(Saved entries)
<<<<

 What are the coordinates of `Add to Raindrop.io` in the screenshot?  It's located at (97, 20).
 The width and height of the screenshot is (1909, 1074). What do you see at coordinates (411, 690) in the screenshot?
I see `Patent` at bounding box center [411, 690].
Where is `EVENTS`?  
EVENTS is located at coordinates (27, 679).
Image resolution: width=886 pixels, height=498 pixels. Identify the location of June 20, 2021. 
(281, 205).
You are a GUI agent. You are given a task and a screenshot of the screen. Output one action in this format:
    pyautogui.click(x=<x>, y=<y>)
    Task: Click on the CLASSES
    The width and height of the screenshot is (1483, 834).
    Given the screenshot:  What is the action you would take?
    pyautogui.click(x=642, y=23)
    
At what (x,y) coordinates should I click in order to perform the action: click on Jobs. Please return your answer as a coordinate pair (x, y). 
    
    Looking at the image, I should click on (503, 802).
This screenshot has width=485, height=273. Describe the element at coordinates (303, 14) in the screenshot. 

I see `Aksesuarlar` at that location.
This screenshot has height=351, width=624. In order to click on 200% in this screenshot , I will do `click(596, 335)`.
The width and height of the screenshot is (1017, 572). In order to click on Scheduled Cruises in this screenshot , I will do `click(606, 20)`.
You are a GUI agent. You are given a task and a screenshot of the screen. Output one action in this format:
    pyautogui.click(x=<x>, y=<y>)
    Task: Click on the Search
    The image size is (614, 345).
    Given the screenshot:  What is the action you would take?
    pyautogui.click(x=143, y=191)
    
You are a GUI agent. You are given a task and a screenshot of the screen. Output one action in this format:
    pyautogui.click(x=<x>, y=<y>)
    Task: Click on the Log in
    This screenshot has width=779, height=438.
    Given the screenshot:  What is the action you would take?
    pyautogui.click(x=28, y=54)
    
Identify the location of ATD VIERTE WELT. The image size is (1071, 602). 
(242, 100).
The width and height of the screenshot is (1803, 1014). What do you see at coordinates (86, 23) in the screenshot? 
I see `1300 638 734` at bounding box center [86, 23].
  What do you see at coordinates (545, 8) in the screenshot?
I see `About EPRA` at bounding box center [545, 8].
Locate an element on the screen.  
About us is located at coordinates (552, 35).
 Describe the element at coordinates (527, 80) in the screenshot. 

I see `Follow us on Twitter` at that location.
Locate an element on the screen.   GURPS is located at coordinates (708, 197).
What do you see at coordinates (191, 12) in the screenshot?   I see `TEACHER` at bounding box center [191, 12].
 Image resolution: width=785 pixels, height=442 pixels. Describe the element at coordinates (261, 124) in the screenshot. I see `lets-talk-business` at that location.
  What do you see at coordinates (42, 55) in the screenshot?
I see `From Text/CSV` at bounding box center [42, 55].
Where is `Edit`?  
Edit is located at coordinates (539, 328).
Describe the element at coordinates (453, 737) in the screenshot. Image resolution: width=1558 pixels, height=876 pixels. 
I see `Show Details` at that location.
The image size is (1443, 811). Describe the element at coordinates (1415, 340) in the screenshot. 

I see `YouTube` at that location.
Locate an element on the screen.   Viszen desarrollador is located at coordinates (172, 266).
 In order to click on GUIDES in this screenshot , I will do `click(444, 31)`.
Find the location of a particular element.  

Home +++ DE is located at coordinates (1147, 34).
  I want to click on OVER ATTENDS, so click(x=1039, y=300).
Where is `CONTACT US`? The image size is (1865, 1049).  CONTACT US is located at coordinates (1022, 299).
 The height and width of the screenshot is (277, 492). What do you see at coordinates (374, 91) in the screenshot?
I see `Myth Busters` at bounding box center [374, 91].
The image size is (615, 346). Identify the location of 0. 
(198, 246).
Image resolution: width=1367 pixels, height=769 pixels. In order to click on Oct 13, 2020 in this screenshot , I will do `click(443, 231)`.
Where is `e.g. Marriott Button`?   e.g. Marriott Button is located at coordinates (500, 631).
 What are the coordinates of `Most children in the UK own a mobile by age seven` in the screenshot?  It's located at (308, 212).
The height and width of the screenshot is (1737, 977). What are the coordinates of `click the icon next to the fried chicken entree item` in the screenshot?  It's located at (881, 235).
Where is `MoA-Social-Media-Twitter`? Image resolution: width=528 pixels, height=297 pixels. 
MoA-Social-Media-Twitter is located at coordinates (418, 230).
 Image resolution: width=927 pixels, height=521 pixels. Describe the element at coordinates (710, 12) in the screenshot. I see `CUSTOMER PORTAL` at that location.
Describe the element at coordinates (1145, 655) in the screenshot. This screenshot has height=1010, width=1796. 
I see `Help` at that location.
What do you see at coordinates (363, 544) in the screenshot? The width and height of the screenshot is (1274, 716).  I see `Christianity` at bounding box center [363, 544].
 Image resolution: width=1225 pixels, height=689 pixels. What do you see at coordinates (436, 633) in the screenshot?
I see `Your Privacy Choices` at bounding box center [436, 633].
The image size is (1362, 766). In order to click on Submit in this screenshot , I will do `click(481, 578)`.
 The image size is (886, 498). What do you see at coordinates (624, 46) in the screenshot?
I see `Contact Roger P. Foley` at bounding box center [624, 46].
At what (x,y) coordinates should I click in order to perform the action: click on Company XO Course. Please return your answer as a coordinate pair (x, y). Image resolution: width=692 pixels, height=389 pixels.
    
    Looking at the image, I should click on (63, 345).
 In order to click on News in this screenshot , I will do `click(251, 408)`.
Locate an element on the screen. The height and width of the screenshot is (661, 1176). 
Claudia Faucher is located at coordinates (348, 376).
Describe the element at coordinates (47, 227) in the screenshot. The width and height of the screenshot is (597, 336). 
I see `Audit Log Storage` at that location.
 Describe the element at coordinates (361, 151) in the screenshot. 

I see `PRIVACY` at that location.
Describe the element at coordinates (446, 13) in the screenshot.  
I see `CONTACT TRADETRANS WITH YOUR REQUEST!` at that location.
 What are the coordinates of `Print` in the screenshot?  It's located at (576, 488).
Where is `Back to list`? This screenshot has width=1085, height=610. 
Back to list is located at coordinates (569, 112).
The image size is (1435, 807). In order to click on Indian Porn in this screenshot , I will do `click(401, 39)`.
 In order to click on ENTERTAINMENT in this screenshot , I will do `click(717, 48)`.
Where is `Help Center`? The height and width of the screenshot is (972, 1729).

>>>>

Exercise requirements »
Once more, write out all the data exactly.

The completed task »
 What are the coordinates of `Add to Raindrop.io` in the screenshot?  It's located at (97, 20).
 The width and height of the screenshot is (1909, 1074). What do you see at coordinates (411, 690) in the screenshot?
I see `Patent` at bounding box center [411, 690].
Where is `EVENTS`?  
EVENTS is located at coordinates (27, 679).
Image resolution: width=886 pixels, height=498 pixels. Identify the location of June 20, 2021. 
(281, 205).
You are a GUI agent. You are given a task and a screenshot of the screen. Output one action in this format:
    pyautogui.click(x=<x>, y=<y>)
    Task: Click on the CLASSES
    The width and height of the screenshot is (1483, 834).
    Given the screenshot:  What is the action you would take?
    pyautogui.click(x=642, y=23)
    
At what (x,y) coordinates should I click in order to perform the action: click on Jobs. Please return your answer as a coordinate pair (x, y). 
    
    Looking at the image, I should click on (503, 802).
This screenshot has width=485, height=273. Describe the element at coordinates (303, 14) in the screenshot. 

I see `Aksesuarlar` at that location.
This screenshot has height=351, width=624. In order to click on 200% in this screenshot , I will do `click(596, 335)`.
The width and height of the screenshot is (1017, 572). In order to click on Scheduled Cruises in this screenshot , I will do `click(606, 20)`.
You are a GUI agent. You are given a task and a screenshot of the screen. Output one action in this format:
    pyautogui.click(x=<x>, y=<y>)
    Task: Click on the Search
    The image size is (614, 345).
    Given the screenshot:  What is the action you would take?
    pyautogui.click(x=143, y=191)
    
You are a GUI agent. You are given a task and a screenshot of the screen. Output one action in this format:
    pyautogui.click(x=<x>, y=<y>)
    Task: Click on the Log in
    This screenshot has width=779, height=438.
    Given the screenshot:  What is the action you would take?
    pyautogui.click(x=28, y=54)
    
Identify the location of ATD VIERTE WELT. The image size is (1071, 602). 
(242, 100).
The width and height of the screenshot is (1803, 1014). What do you see at coordinates (86, 23) in the screenshot? 
I see `1300 638 734` at bounding box center [86, 23].
  What do you see at coordinates (545, 8) in the screenshot?
I see `About EPRA` at bounding box center [545, 8].
Locate an element on the screen.  
About us is located at coordinates (552, 35).
 Describe the element at coordinates (527, 80) in the screenshot. 

I see `Follow us on Twitter` at that location.
Locate an element on the screen.   GURPS is located at coordinates (708, 197).
What do you see at coordinates (191, 12) in the screenshot?   I see `TEACHER` at bounding box center [191, 12].
 Image resolution: width=785 pixels, height=442 pixels. Describe the element at coordinates (261, 124) in the screenshot. I see `lets-talk-business` at that location.
  What do you see at coordinates (42, 55) in the screenshot?
I see `From Text/CSV` at bounding box center [42, 55].
Where is `Edit`?  
Edit is located at coordinates (539, 328).
Describe the element at coordinates (453, 737) in the screenshot. Image resolution: width=1558 pixels, height=876 pixels. 
I see `Show Details` at that location.
The image size is (1443, 811). Describe the element at coordinates (1415, 340) in the screenshot. 

I see `YouTube` at that location.
Locate an element on the screen.   Viszen desarrollador is located at coordinates (172, 266).
 In order to click on GUIDES in this screenshot , I will do `click(444, 31)`.
Find the location of a particular element.  

Home +++ DE is located at coordinates (1147, 34).
  I want to click on OVER ATTENDS, so click(x=1039, y=300).
Where is `CONTACT US`? The image size is (1865, 1049).  CONTACT US is located at coordinates (1022, 299).
 The height and width of the screenshot is (277, 492). What do you see at coordinates (374, 91) in the screenshot?
I see `Myth Busters` at bounding box center [374, 91].
The image size is (615, 346). Identify the location of 0. 
(198, 246).
Image resolution: width=1367 pixels, height=769 pixels. In order to click on Oct 13, 2020 in this screenshot , I will do `click(443, 231)`.
Where is `e.g. Marriott Button`?   e.g. Marriott Button is located at coordinates (500, 631).
 What are the coordinates of `Most children in the UK own a mobile by age seven` in the screenshot?  It's located at (308, 212).
The height and width of the screenshot is (1737, 977). What are the coordinates of `click the icon next to the fried chicken entree item` in the screenshot?  It's located at (881, 235).
Where is `MoA-Social-Media-Twitter`? Image resolution: width=528 pixels, height=297 pixels. 
MoA-Social-Media-Twitter is located at coordinates (418, 230).
 Image resolution: width=927 pixels, height=521 pixels. Describe the element at coordinates (710, 12) in the screenshot. I see `CUSTOMER PORTAL` at that location.
Describe the element at coordinates (1145, 655) in the screenshot. This screenshot has height=1010, width=1796. 
I see `Help` at that location.
What do you see at coordinates (363, 544) in the screenshot? The width and height of the screenshot is (1274, 716).  I see `Christianity` at bounding box center [363, 544].
 Image resolution: width=1225 pixels, height=689 pixels. What do you see at coordinates (436, 633) in the screenshot?
I see `Your Privacy Choices` at bounding box center [436, 633].
The image size is (1362, 766). In order to click on Submit in this screenshot , I will do `click(481, 578)`.
 The image size is (886, 498). What do you see at coordinates (624, 46) in the screenshot?
I see `Contact Roger P. Foley` at bounding box center [624, 46].
At what (x,y) coordinates should I click in order to perform the action: click on Company XO Course. Please return your answer as a coordinate pair (x, y). Image resolution: width=692 pixels, height=389 pixels.
    
    Looking at the image, I should click on (63, 345).
 In order to click on News in this screenshot , I will do `click(251, 408)`.
Locate an element on the screen. The height and width of the screenshot is (661, 1176). 
Claudia Faucher is located at coordinates (348, 376).
Describe the element at coordinates (47, 227) in the screenshot. The width and height of the screenshot is (597, 336). 
I see `Audit Log Storage` at that location.
 Describe the element at coordinates (361, 151) in the screenshot. 

I see `PRIVACY` at that location.
Describe the element at coordinates (446, 13) in the screenshot.  
I see `CONTACT TRADETRANS WITH YOUR REQUEST!` at that location.
 What are the coordinates of `Print` in the screenshot?  It's located at (576, 488).
Where is `Back to list`? This screenshot has width=1085, height=610. 
Back to list is located at coordinates (569, 112).
The image size is (1435, 807). In order to click on Indian Porn in this screenshot , I will do `click(401, 39)`.
 In order to click on ENTERTAINMENT in this screenshot , I will do `click(717, 48)`.
Where is `Help Center`? The height and width of the screenshot is (972, 1729).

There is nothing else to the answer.